Interest Rate Roundup

Friday, September 05, 2008

August jobs report shows widespread deterioration

We just got the latest figures from the Labor Department on how the jobs market fared in August. They are ugly. The details:

* Nonfarm payrolls dropped by 84,000 in August. That compares with a revised decline of 60,000 in July (previously reported as -51,000) and a Bloomberg forecast for -75,000. June's reading was also revised sharply lower (to -100,000 from -51,000 originally). We have now shed jobs for eight months in a row, the longest stretch of negative readings since the late-2001, early 2002-period.

* By industry, construction lost 8,000 jobs, manufacturing shed 61,000 jobs, and the service sector lost 27,000 jobs. The only strength was in non-economically sensitive sectors (education and health at +55,000 and government at +17,000).

* The unemployment rate soared to 6.1% from 5.7% in July. Economists were expecting the rate to remain unchanged at 5.7%. The unemployment rate is now the highest since September 2003.

* Average hourly earnings were one bright spot, rising 0.4%, compared with a revised increase of 0.4% in July and a forecast for an August gain of 0.3%. Another minor positive: The diffusion index improved to 48.9 from 41.4. This index compares the number of industries that are shedding jobs against those that are adding them. The reading is less negative (the highest since November 2007, in fact), signalling that job cuts were a bit less widespread by industry than they were previously.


-- TASK DETAILS --
Given the listing that follows, report all lines in which the string "series" occurs.

== Segment start ==

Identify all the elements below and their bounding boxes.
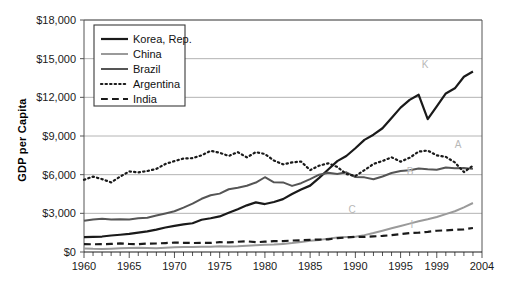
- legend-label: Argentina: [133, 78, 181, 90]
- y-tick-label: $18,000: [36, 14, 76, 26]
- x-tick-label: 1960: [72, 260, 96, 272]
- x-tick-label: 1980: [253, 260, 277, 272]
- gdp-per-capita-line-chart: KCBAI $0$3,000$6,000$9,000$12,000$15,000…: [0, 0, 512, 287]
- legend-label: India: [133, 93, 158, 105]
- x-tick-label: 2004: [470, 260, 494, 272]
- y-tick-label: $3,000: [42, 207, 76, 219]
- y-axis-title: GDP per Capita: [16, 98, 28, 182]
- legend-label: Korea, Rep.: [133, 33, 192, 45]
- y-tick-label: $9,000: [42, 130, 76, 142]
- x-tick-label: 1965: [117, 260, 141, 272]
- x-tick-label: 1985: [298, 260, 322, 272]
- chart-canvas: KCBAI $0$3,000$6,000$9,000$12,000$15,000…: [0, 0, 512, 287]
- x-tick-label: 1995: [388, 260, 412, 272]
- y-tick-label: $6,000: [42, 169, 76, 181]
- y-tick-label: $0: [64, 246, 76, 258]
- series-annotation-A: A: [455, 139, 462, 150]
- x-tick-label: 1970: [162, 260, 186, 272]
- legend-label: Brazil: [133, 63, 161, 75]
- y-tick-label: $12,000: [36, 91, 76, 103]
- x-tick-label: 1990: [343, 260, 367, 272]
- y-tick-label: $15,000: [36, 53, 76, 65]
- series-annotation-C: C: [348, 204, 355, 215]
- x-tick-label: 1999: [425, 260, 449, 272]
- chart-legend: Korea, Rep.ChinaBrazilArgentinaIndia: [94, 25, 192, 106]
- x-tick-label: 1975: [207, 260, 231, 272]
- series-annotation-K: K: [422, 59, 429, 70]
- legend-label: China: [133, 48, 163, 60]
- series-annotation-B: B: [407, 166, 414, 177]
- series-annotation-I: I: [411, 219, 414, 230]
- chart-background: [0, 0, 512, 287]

== Segment end ==

-- TASK ANSWER --
- series-annotation-A: A: [455, 139, 462, 150]
- series-annotation-C: C: [348, 204, 355, 215]
- series-annotation-K: K: [422, 59, 429, 70]
- series-annotation-B: B: [407, 166, 414, 177]
- series-annotation-I: I: [411, 219, 414, 230]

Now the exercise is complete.